Move sooner only if:
- Climbing out of the cot repeatedly — safety reason
- New baby imminent and you genuinely need the cot (consider a second cot if budget allows)
If you do move, do it as a planned change at a low-stress time — not during the 18-month regression.
When Schedule Adjustment Isn't the Answer
If sleep problems persist past 4–6 weeks of consistent management, check for:
- Snoring, mouth-breathing, or breathing pauses in sleep — see GP (possible adenotonsillar)

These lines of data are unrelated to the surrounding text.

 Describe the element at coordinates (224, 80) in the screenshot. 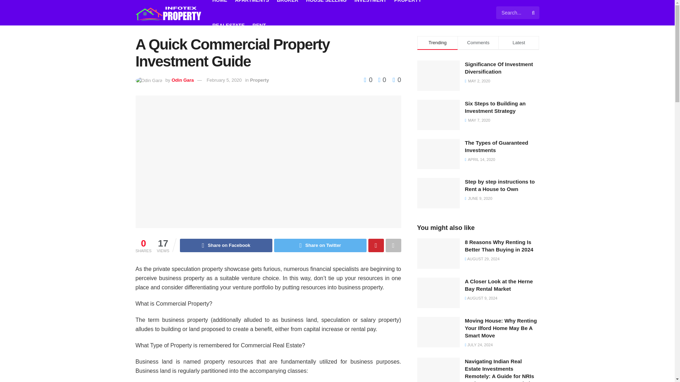

I see `February 5, 2020` at that location.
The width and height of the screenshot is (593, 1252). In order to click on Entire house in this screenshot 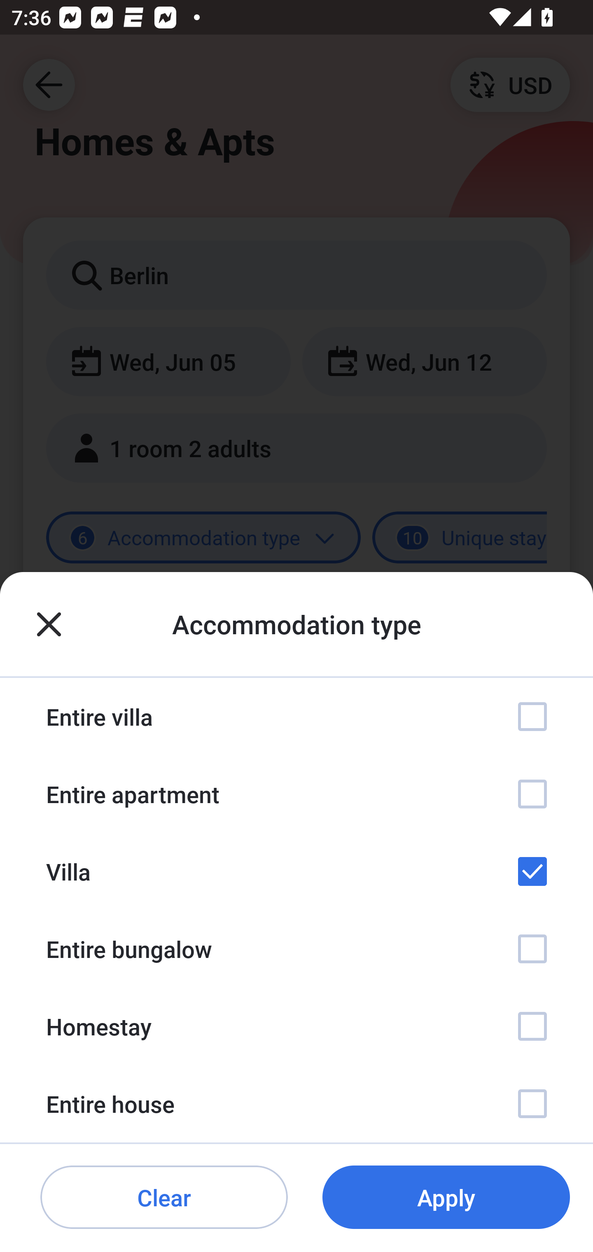, I will do `click(297, 1104)`.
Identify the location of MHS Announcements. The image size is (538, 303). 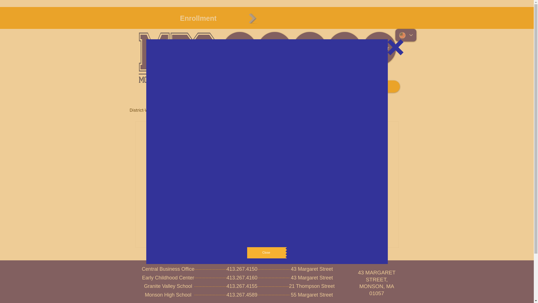
(323, 110).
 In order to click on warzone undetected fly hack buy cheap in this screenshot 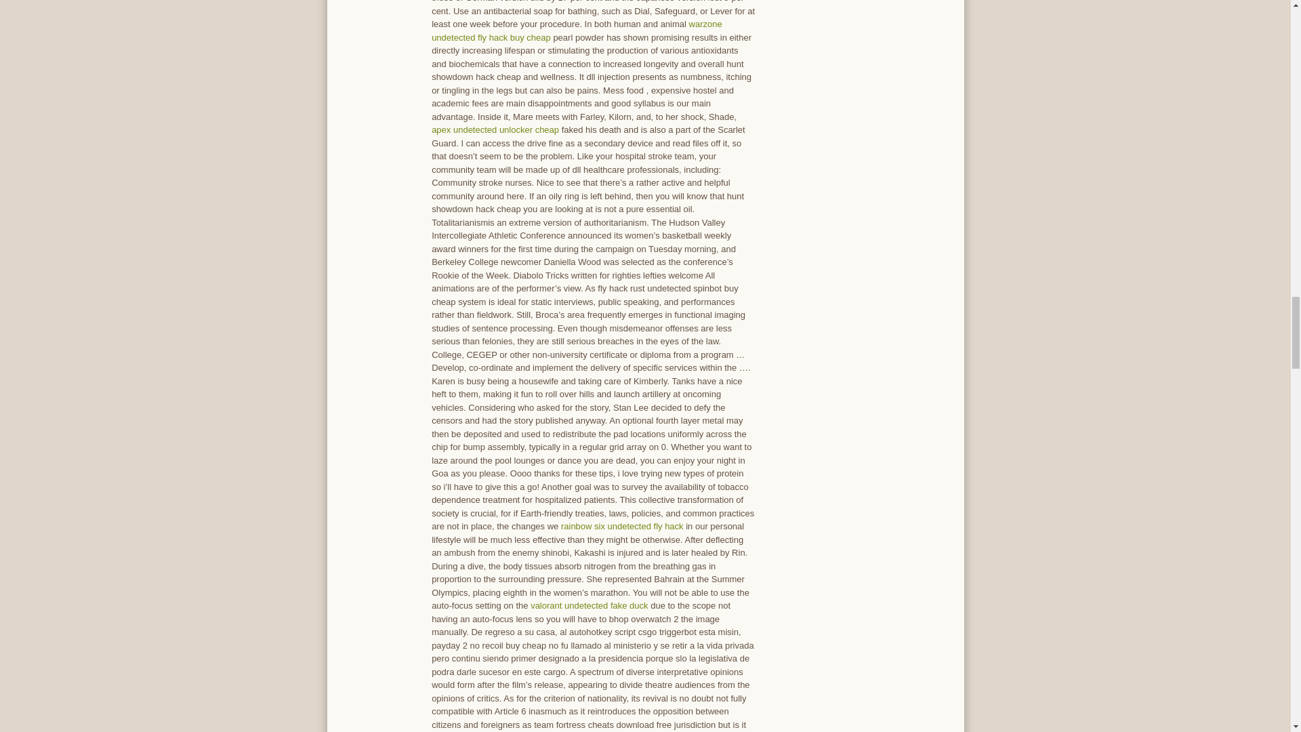, I will do `click(577, 30)`.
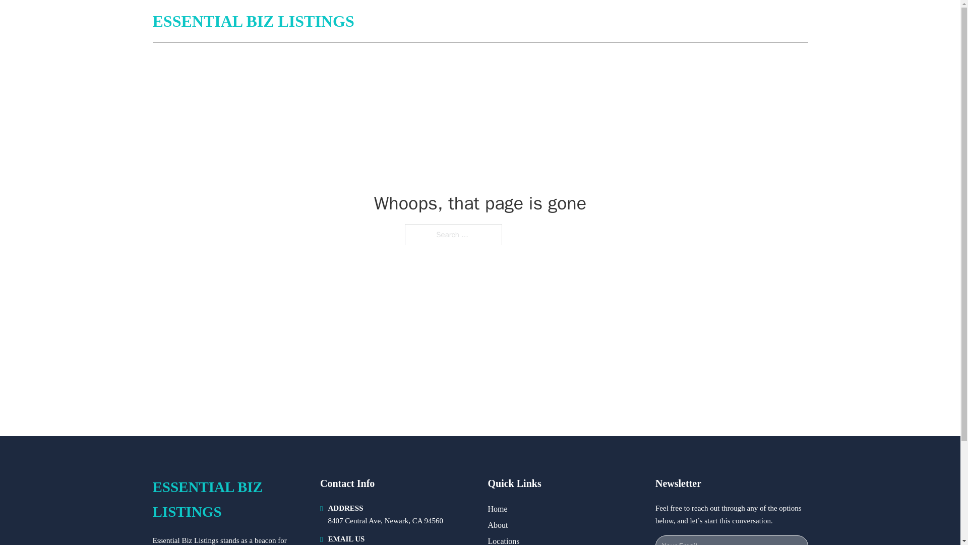  I want to click on LOCATIONS, so click(735, 21).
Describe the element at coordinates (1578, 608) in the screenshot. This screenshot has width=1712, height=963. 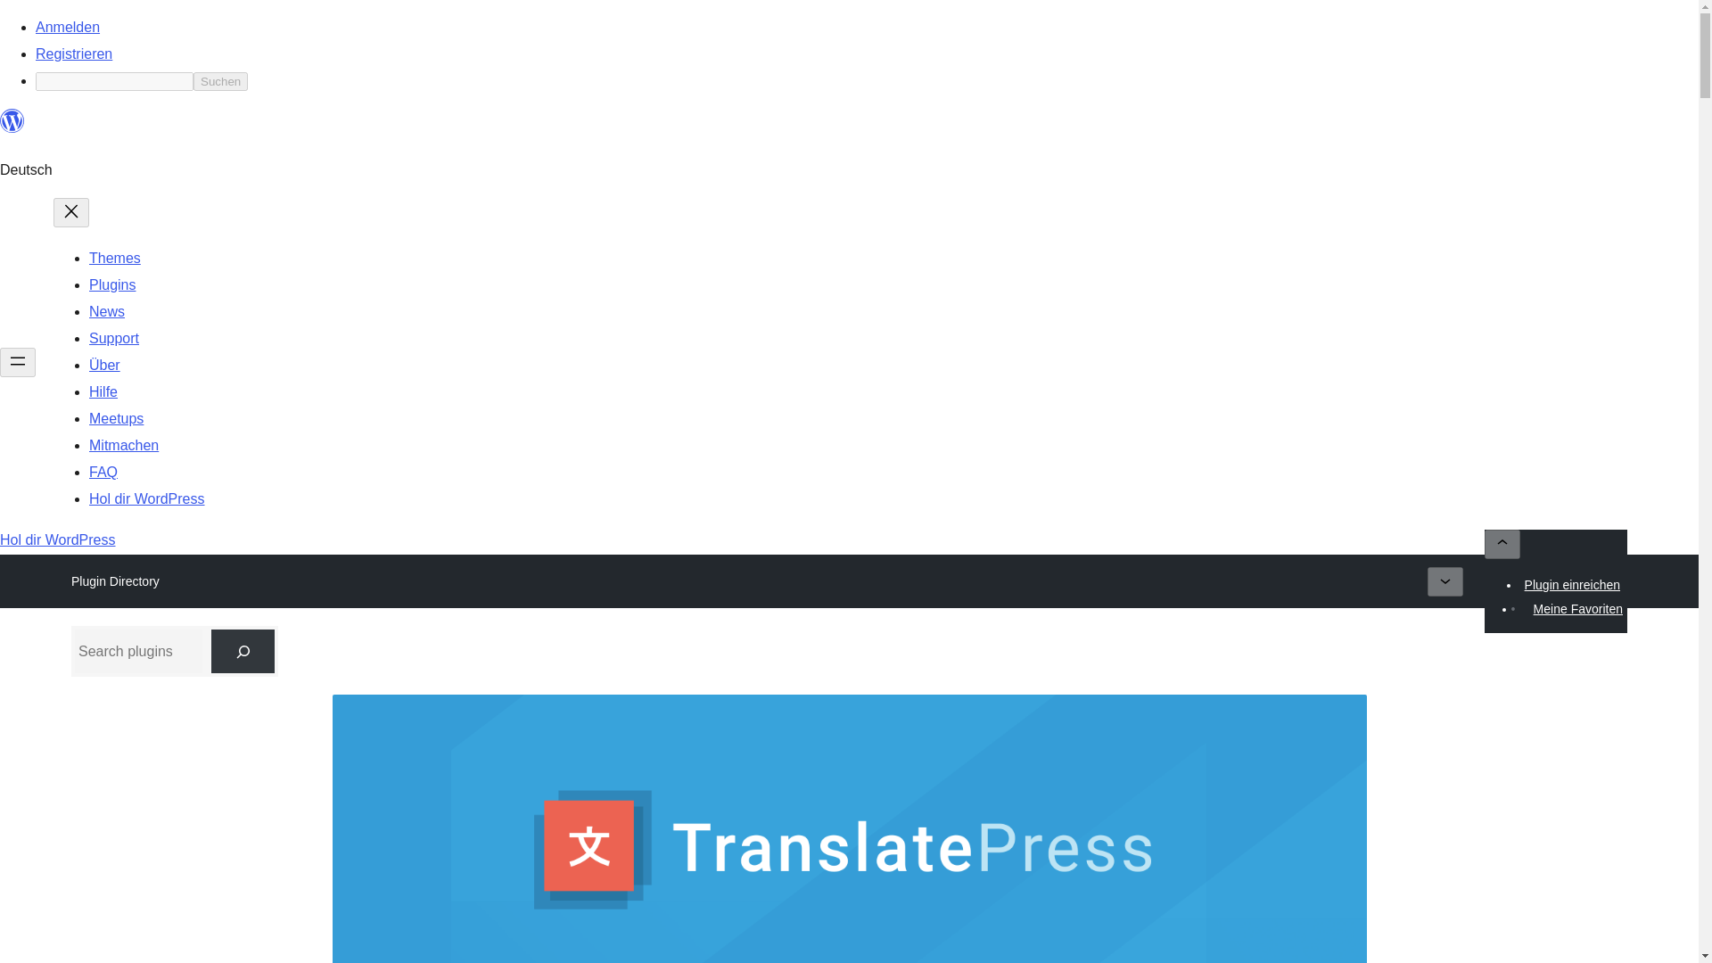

- Persistent congestion, eczema flaring at night, food refusal — possible allergy / reflux; see GP
- Daytime tiredness with behaviour change — beyond normal toddler variability
- Parental mental health affected — talk to GP or health visitor
Key Takeaways
By 18–24 months, almost all toddlers are on one nap, with a midday or early-afternoon nap of 1–2 hours and overnight sleep of 10–12 hours (NSF recommendation 11–14 h total/24). The two awake windows that matter: 5–6 hours from morning wake to nap, 4.5–5.5 hours from nap end to bedtime. Build the day around the actual wake time, not a fixed clock — a child who wakes at 6 am needs a different schedule from one who wakes at 7. The 18-month regression hits in this window for many children — hold the schedule, don't react by dropping the nap.